David Lloyd  
Extended pharmacophores in virtual screening for drug discovery  
Echeminfo

Extended pharmacophores in virtual screening for drug discovery  

Virtual screening is fast becoming a mainstay of the pharmaceutical industry as ‘intelligent’ or ‘focused’ discovery technologies supplant more traditional random wet-lab screening methods. Computational methods for virtual screening are many and varied but are usually described as being receptor- (docking) or ligand- (fingerprints / pharmacophore) based in nature. We present the concept of feature-rich or extended pharmacophore ligand-based site models, which can be produced through simultaneous superposing of multiple flexible ligands using our proprietary algorithm Quasi2™. Site models are then used in virtual high-throughput screening (vHTS) of corporate, commercially available or virtual compounds. The Quasi2 approach is not limited to traditional ligand-based design problems, but has equal application and success in challenges where the receptor structure is known. On an eighty-node compute farm the software is capable of screening up to 2 million compounds per day considering both ligand conformational flexibility and alternate protonation states. Enrichment rates are comparable to standard commercial docking or pharmacophore matching softwares. Screening results from both in silico validation exercises and from a number of internal discovery programs highlight the utility and efficacy of extended pharmacophore searching in vHTS.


From the listing below, copy every line with the word "Outdoor".
===== TASK INPUTS =====
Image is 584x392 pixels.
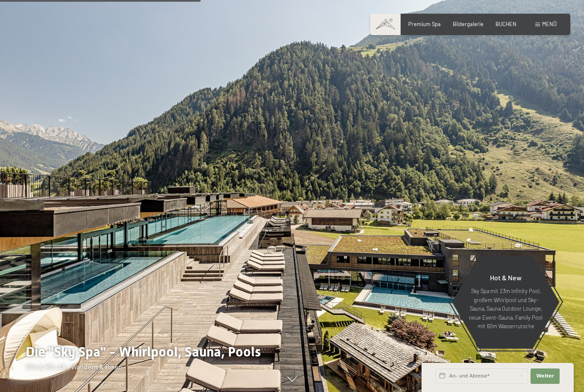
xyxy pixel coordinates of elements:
[453,21,484,28] a: Bildergalerie
[452,255,560,349] a: Hot & New Sky Spa mit 23m Infinity Pool, großem Whirlpool und Sky-Sauna, Sauna Outdoor Lounge, ne...
[542,21,557,28] span: Menü
[536,373,554,379] span: Weiter
[469,287,543,330] p: Sky Spa mit 23m Infinity Pool, großem Whirlpool und Sky-Sauna, Sauna Outdoor Lounge, neue Event-S...
[422,358,451,363] span: Schnellanfrage
[408,21,441,28] a: Premium Spa
[531,368,560,384] button: Weiter
[496,21,517,28] a: BUCHEN
[490,273,522,282] span: Hot & New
=====
*RESPONSE TO THE TASK*:
[452,255,560,349] a: Hot & New Sky Spa mit 23m Infinity Pool, großem Whirlpool und Sky-Sauna, Sauna Outdoor Lounge, ne...
[469,287,543,330] p: Sky Spa mit 23m Infinity Pool, großem Whirlpool und Sky-Sauna, Sauna Outdoor Lounge, neue Event-S...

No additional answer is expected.